Since it is Fashion Revolution Week this week and also my local Trashion Week, I thought it was a perfect time to talk about this book.
The author began as an entrepreneur in the fashion world, but realized fairly soon that her attempt to create a responsible brand was stifled by so many suppliers not knowing their own supply chain. So she pivoted to education and work on that end of things. In this book, she is educating readers on the worldwide production of fashion and all the steps in it that are not necessarily following the same regulations.
From growing the cotton in Texas, to weaving and dyeing in China, to sewing in Bangladesh or Sri Lanka, then shipping from warehouses like Amazon ones in North America, all the way to a pair of jeans being discarded after just a few wears and ending up in landfill or shipped off to African second-hand markets. So many issues to discuss at each step! She does have an American perspective so her examples are grounded in the US, but much it is the same across the world.
Each chapter takes on one of these steps and discusses the problems jeans can cause. From massive water use to grow monocrops of cotton, to the chemicals (most banned in North America) that are running into the water systems across China, to the terrible working conditions for mainly female seamstresses sewing your clothes (yes, all clothing is handsewn by someone), to demanding warehouse jobs with poor pay and outrageous expectations for employees, to the shopping habits of consumers who will toss something after a wear or two, to the conditions in landfills and the economic and environmental effects of massive piles of used clothing dumped into African markets, it's all here to read and learn.

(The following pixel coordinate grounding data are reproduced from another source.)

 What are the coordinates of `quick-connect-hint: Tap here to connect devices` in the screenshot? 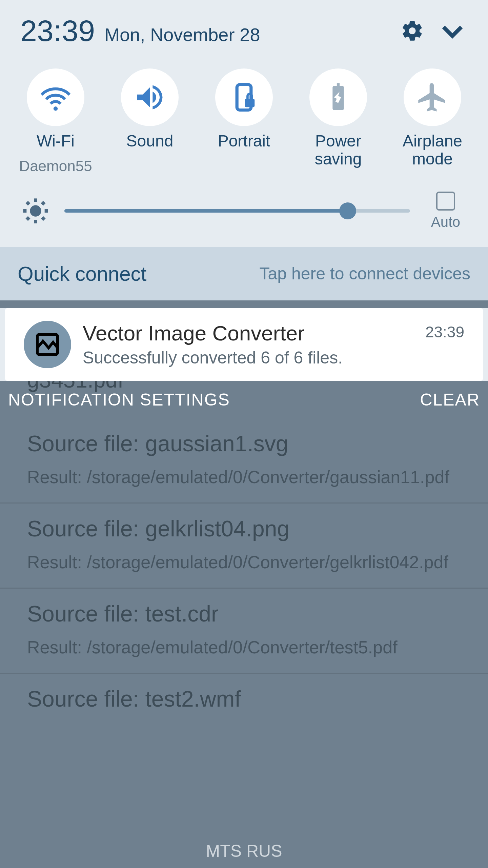 It's located at (365, 274).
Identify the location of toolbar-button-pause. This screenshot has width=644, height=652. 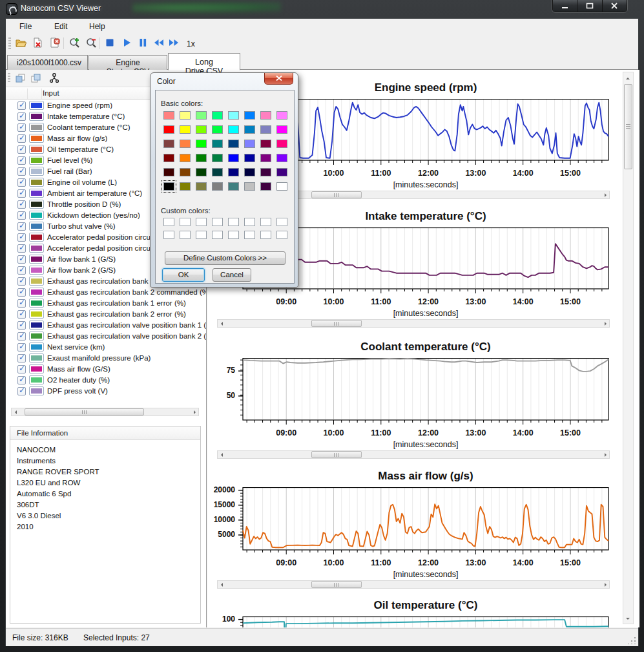
(143, 43).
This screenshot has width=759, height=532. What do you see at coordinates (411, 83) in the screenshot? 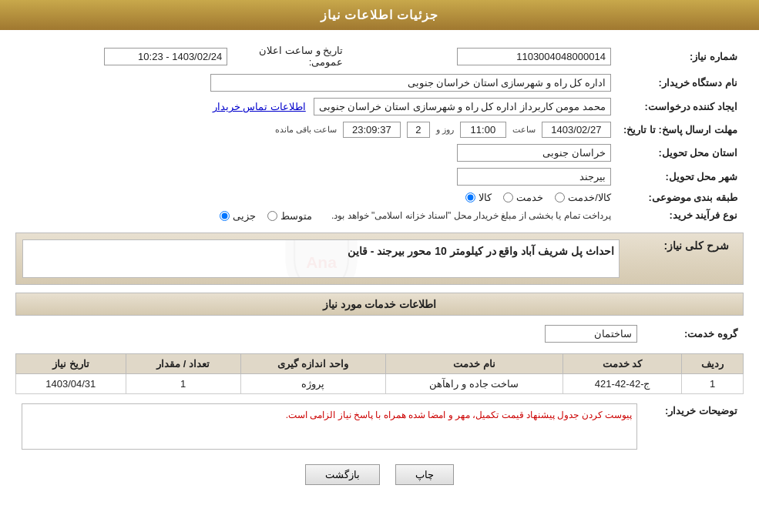
I see `buyer-org-value: اداره کل راه و شهرسازی استان خراسان جنوب…` at bounding box center [411, 83].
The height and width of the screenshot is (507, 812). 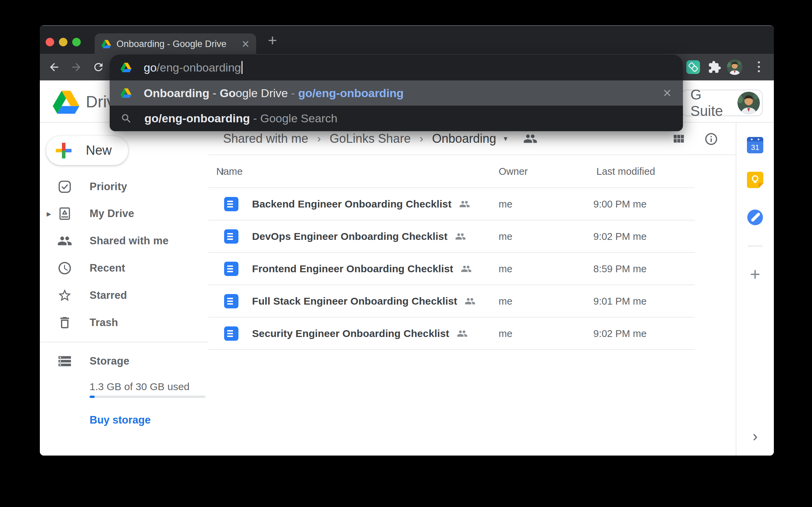 What do you see at coordinates (755, 289) in the screenshot?
I see `apps-side-panel: 31 +` at bounding box center [755, 289].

I found her style perhaps a touch dry at times, but overall very readable. She brings in personal stories to enlarge on the facts she is sharing (some of them quite shocking) and the central concept of following a pair of jeans along a production path is relatable to most people; she notes that American women own an average of 7 pairs of jeans. I don't really wear jeans, and only have some I thrifted a few years back for when I might need a pair -- but I can see the thousands of pairs out there! I thought this was a great way to make these ideas understandable to general readers. If you've been reading on this topic for a while, you will be familiar with the facts shared here. But it never hurts to get a new perspective, and this one might be a good choice to hand to someone interested in the ideas but who hasn't read everything yet. Jeans are kind of in your face fashion, and so this might hit home in a strong way. This one is worth checking out!
I see fewer jeans now. In my college neighborhood, the kids all seem to wear looser, lighter-weight pants made of cotton or synthetic fibers. I wonder why hemp fabric clothing is not more popular. Cotton is environmentally costly but hemp is not. Maybe hemp requires more costly processing? I've read that is true of hemp paper.
ReplyDeleteThat's interesting Carol! I am not a big jeans wearer so it's interesting to hear that younger people have a different vibe where you are. It would be practical to use hemp textiles but I do think that there is still that weird connection in many minds between hemp and marijuana so perhaps that is holding back the industry a bit? And of course it's not at the scale of cotton production so costs are higher. But I'd love to see more of it!